Last updated: Sun 5 Apr 2015, 1:07 PM

But conditions in the labor market deteriorated in May and will continue to do so, a separate report from the New York-based Conference Board on Monday showed.

The National Association of Realtors Pending Home Sales Index, based on contracts signed in April and seen as a key barometer of future housing activity, increased 6.3 percent to 88.2 from an unrevised 83.0 in March. Despite the increase, sales were 13.1 percent below year-ago levels.

"Bargain hunters have entered the market en masse, especially in areas that have seen double-digit price declines," said Lawrence Yun, the National Association of Realtors' chief economist.
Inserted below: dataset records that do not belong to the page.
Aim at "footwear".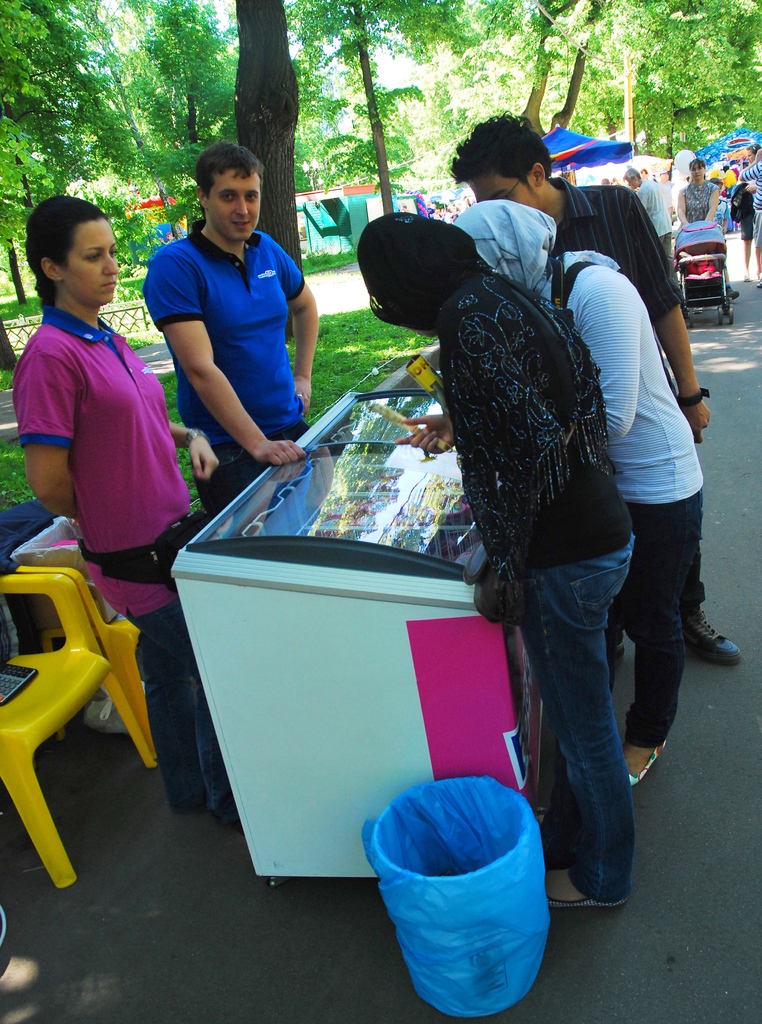
Aimed at rect(545, 892, 624, 906).
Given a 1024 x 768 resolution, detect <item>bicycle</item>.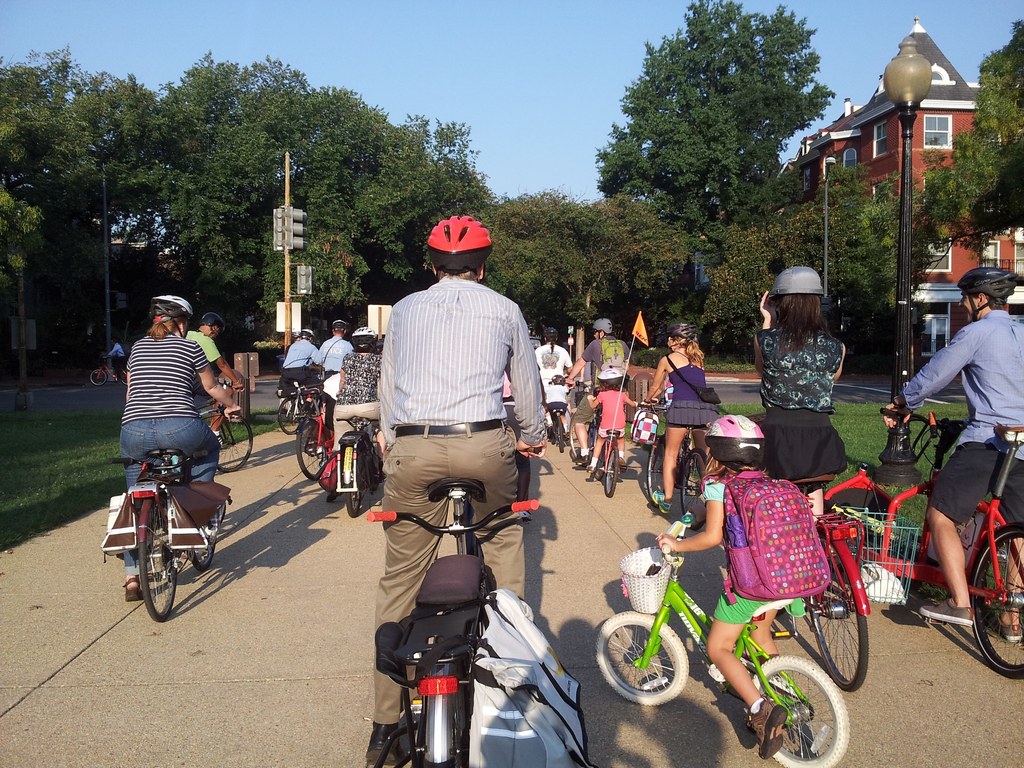
l=360, t=450, r=546, b=767.
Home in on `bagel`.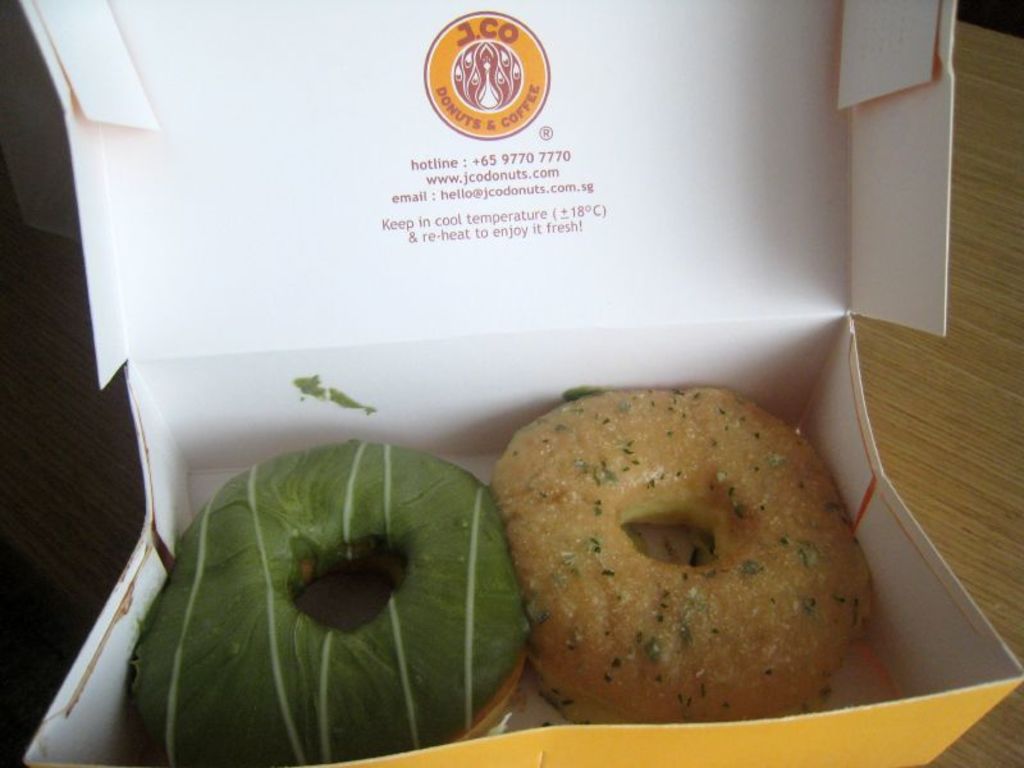
Homed in at BBox(492, 379, 868, 727).
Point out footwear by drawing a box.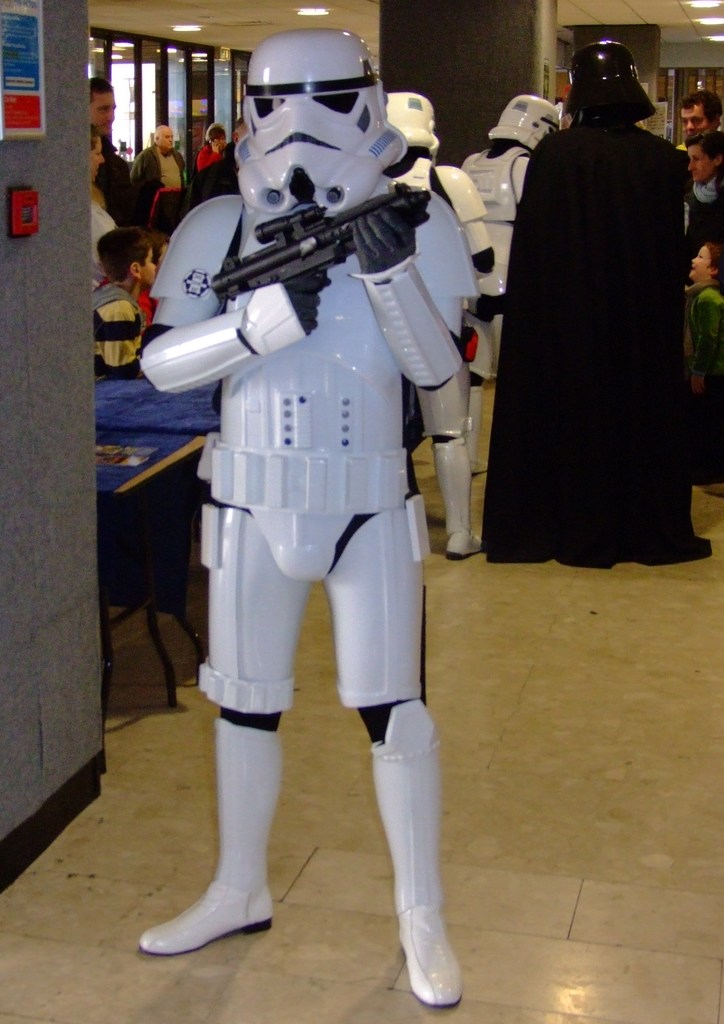
region(394, 903, 465, 1005).
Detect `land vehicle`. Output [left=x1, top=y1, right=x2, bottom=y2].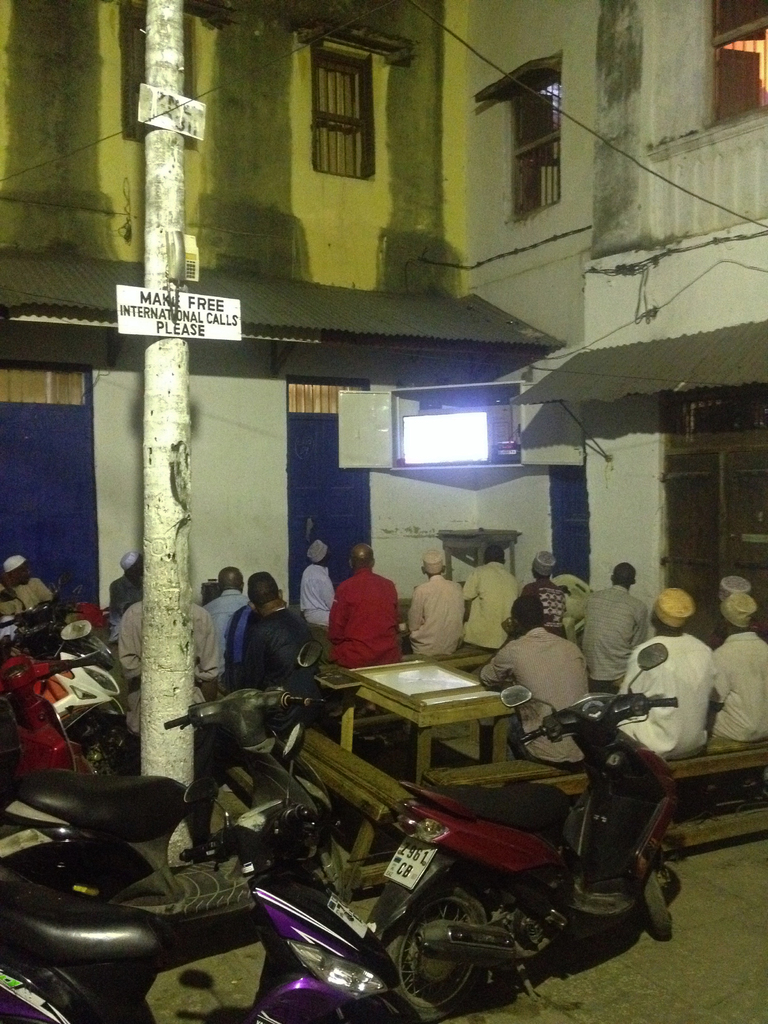
[left=246, top=671, right=710, bottom=1011].
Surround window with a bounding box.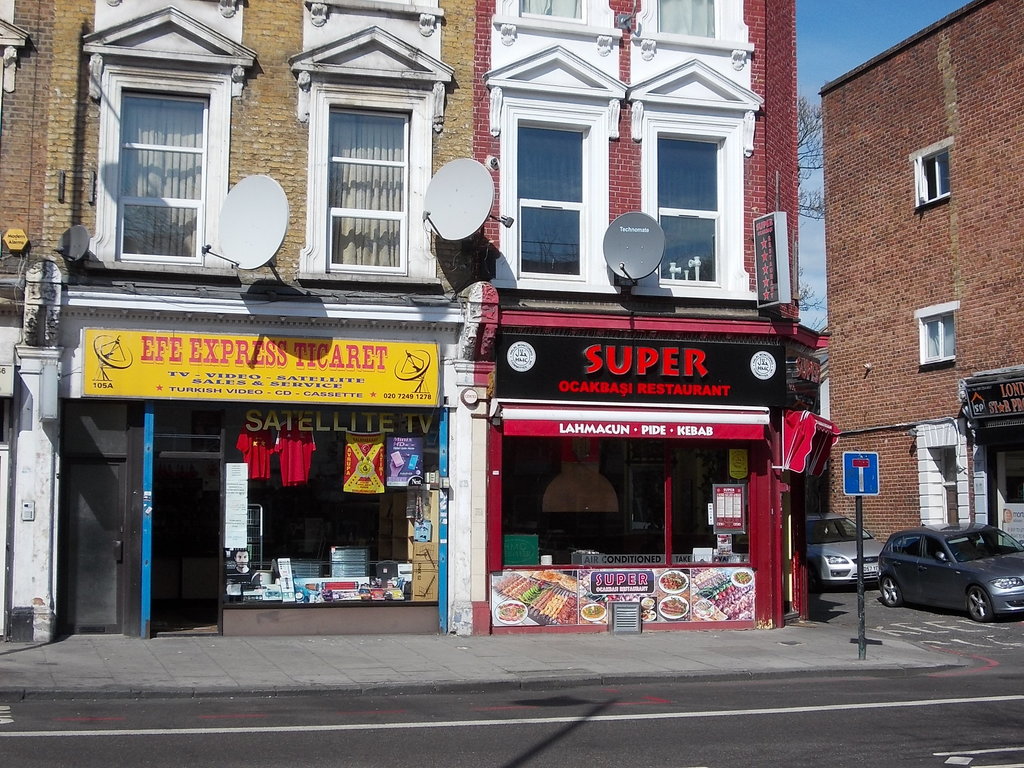
221 405 440 609.
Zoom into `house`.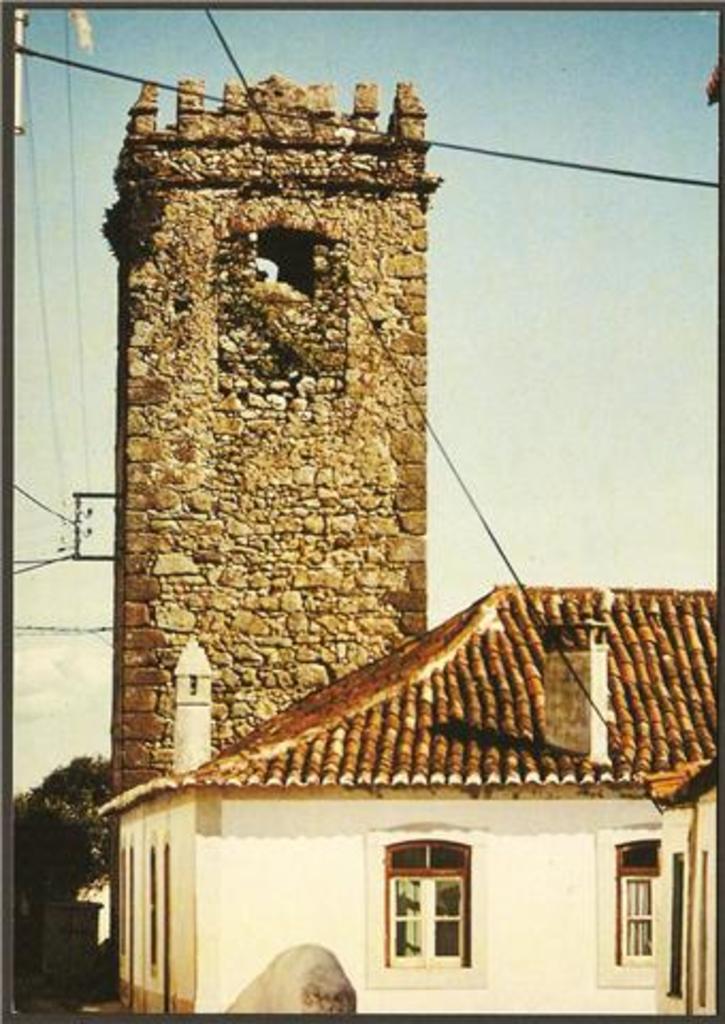
Zoom target: BBox(79, 124, 691, 1001).
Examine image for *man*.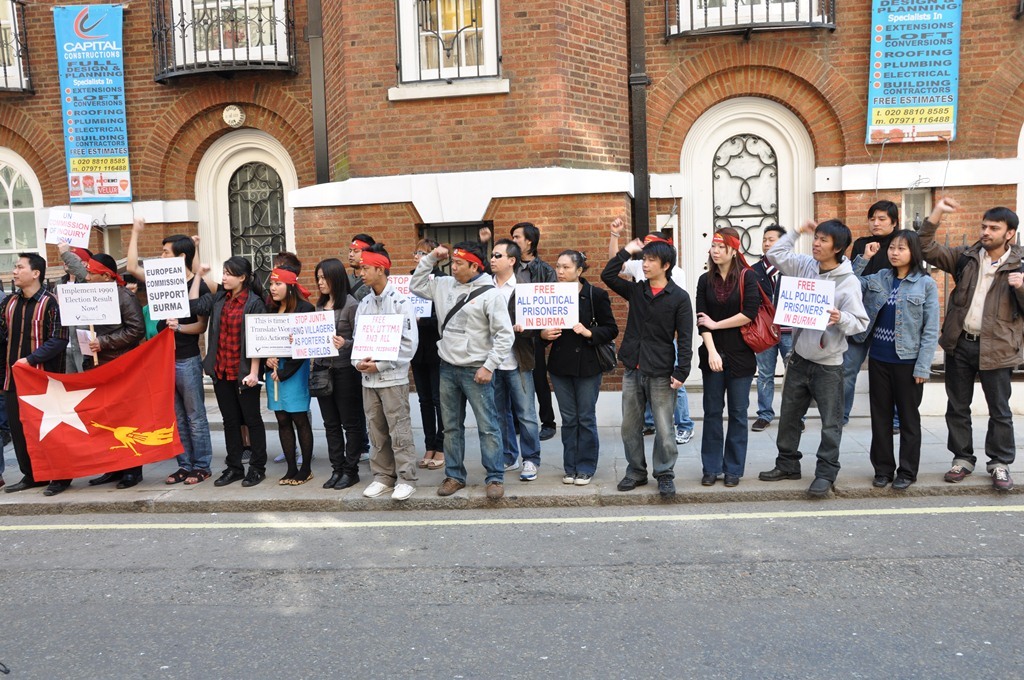
Examination result: left=154, top=237, right=211, bottom=486.
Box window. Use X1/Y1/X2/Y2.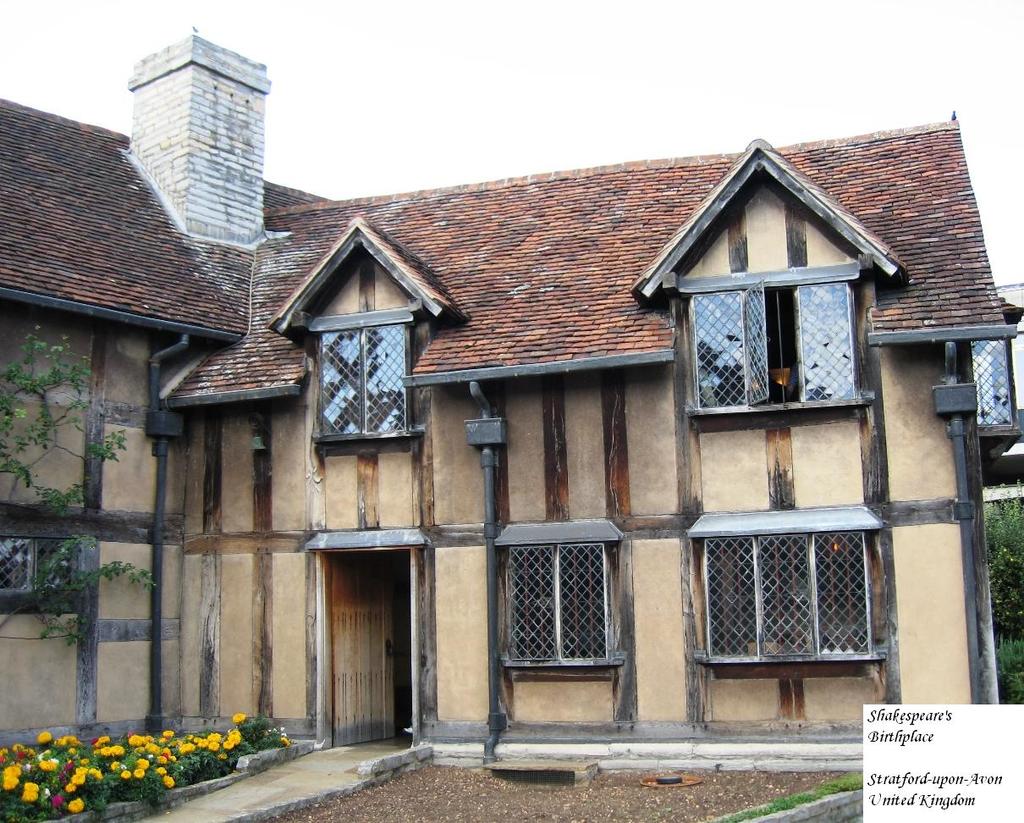
684/259/878/416.
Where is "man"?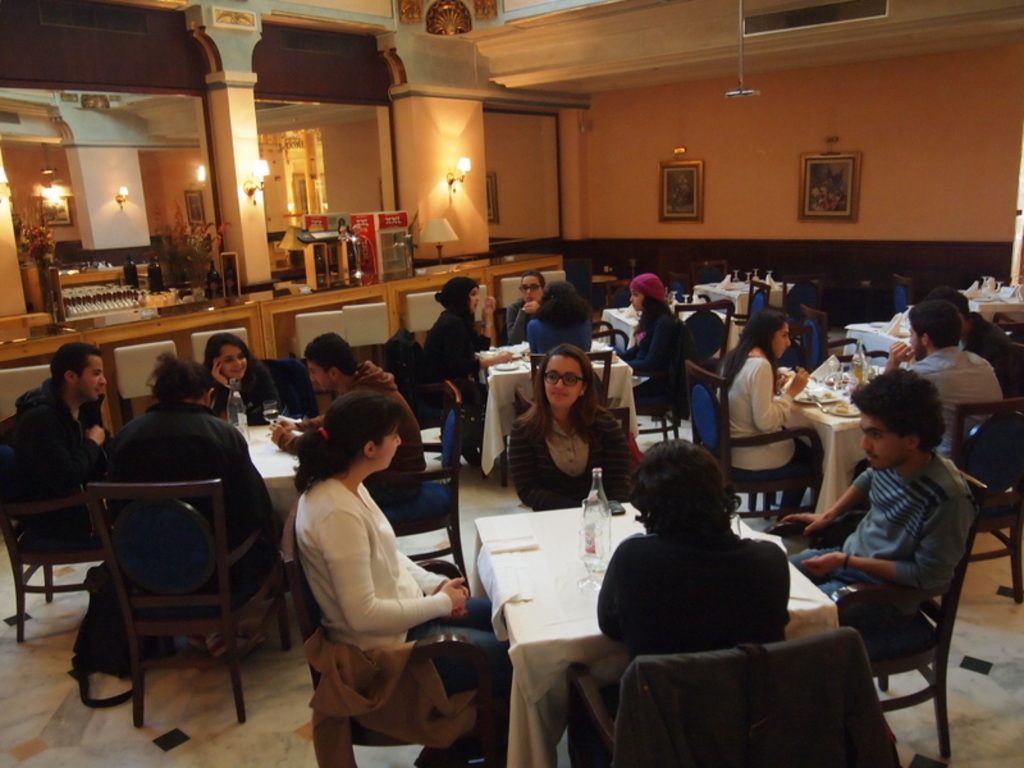
box(924, 284, 1023, 401).
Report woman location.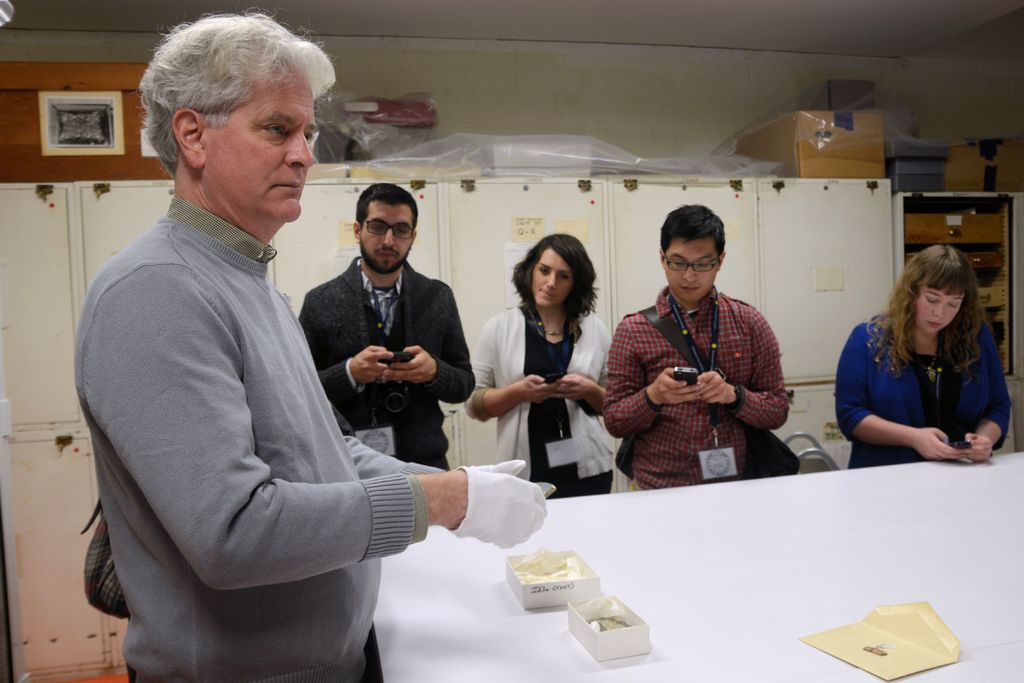
Report: select_region(481, 242, 618, 506).
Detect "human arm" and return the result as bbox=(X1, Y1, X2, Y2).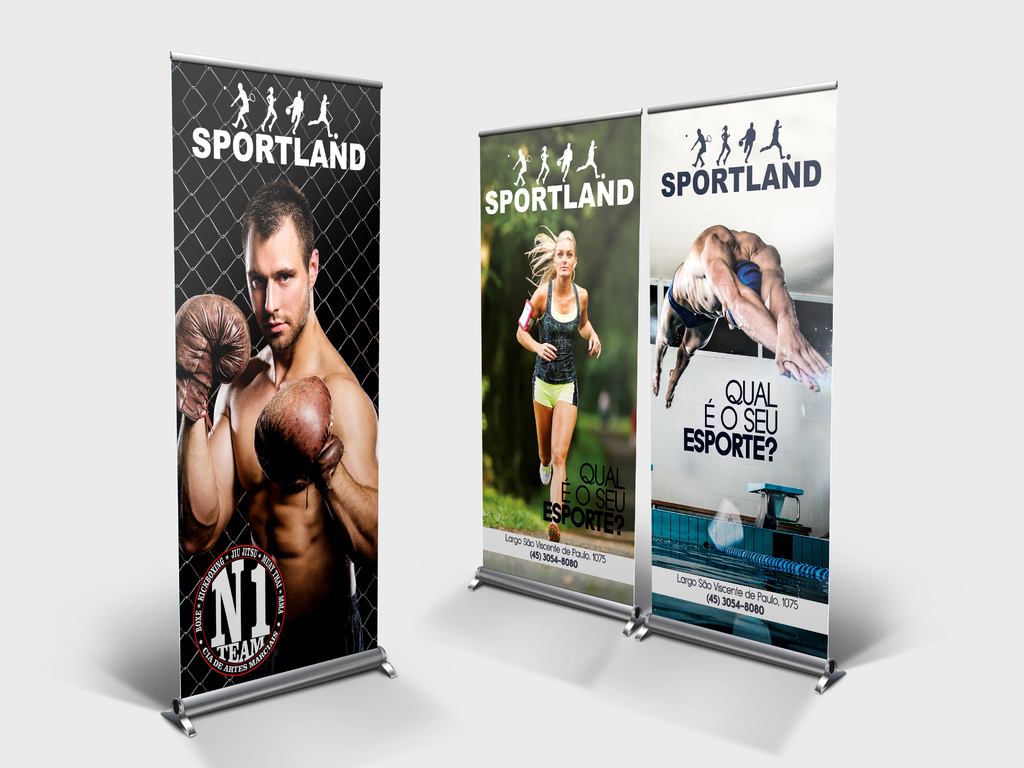
bbox=(182, 288, 248, 552).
Regions of the country that have seen sharp price declines, such as the West, are now seeing a sales recovery, he added.

Economists polled by Reuters before the report were expecting pending home sales to decline 0.5 percent.

U.S. Treasury debt prices fell on Monday after the surprising jump in April pending home sales, while the Dow Jones industrial average and the Standard & Poor's 500 Index were up, helped by a pullback in oil prices of nearly $3 a barrel.

Faster foreclosures

"We are seeing an acceleration in foreclosures. As foreclosures have taken off, they put pressure on prices. Banks have become more aggressive with sales on homes they have foreclosed," said Christopher Low, chief economist at FTN Financial in New York.

In the West, the biggest trouble spot hit by the subprime mortgage crisis, pending sales rose 8.3 percent in April and they were up 4 percent from a year ago. Pending sales rose also in the Midwest and the South, but they were down in the Northeast.

FTN's Low said the pickup in pending home sales could be a sign that the housing market could soon be stabilizing.

"Sales will stabilize in the next few months and that will set the stage for inventories turning to normal sometime next year and maybe even for prices to appreciate a bit," he said.

"For now, prices will continue to fall. There is still an inventory overhang that will take 18 months to work through. The end game of the housing bust is near."

The median home price fell 8 percent in April from a year earlier, according to a report from the National Association of Realtors last month, which was the second-largest price decline on record.

Some economists said the unexpected rise in pending home sales could be the result of statistical reporting issues being disrupted from an earlier-than-usual Easter holiday week.

"The exceptionally early Easter meant that all the holiday disruption was in March, so April had more selling days than usual," said High Frequency Economics' chief economist Ian Shepherdson, who expects the May data will reflect a sharp drop.

Labor market deteriorates

The Conference Board's latest report painted a bleak picture for the U.S. labor market, showing that conditions deteriorated to the worst in 3-1/2 years.

The Employment Trends Index fell in May to 113.7 from 114.3 in April, with the May reading the lowest since December 2004, the Conference Board said. The index is down 6 percent since July 2007, it said. The index's all-time peak was 126.5 in July 2000.

"We forecast further softening in the labor market, a moderate rise in unemployment, and weaker wage growth over the next several quarters," said Gad Levanon, senior economist at the Conference Board, a private research group.

"Employers will find it easier to recruit and hire, and will be looking at slower growth in compensation costs. Workers will find it harder to get a job, a raise or a bonus -- all of which will further rein in consumer spending."

However, the Conference Board said it did not anticipate job losses on the scale of those seen in previous downturns because employers have kept their payrolls leaner.

The Conference Board's latest data came after the Labor Department on Friday reported that the U.S. unemployment rate surged to 5.5 percent in May, its highest in more than 3-1/2 years, as the sluggish economy lost jobs for the fifth straight month. In April, the nation's jobless rate was 5 percent.

The jump of 0.5 percent in the monthly jobless rate was the biggest in 22 years and renewed fears that the U.S. economy was at growing risk of sliding into recession.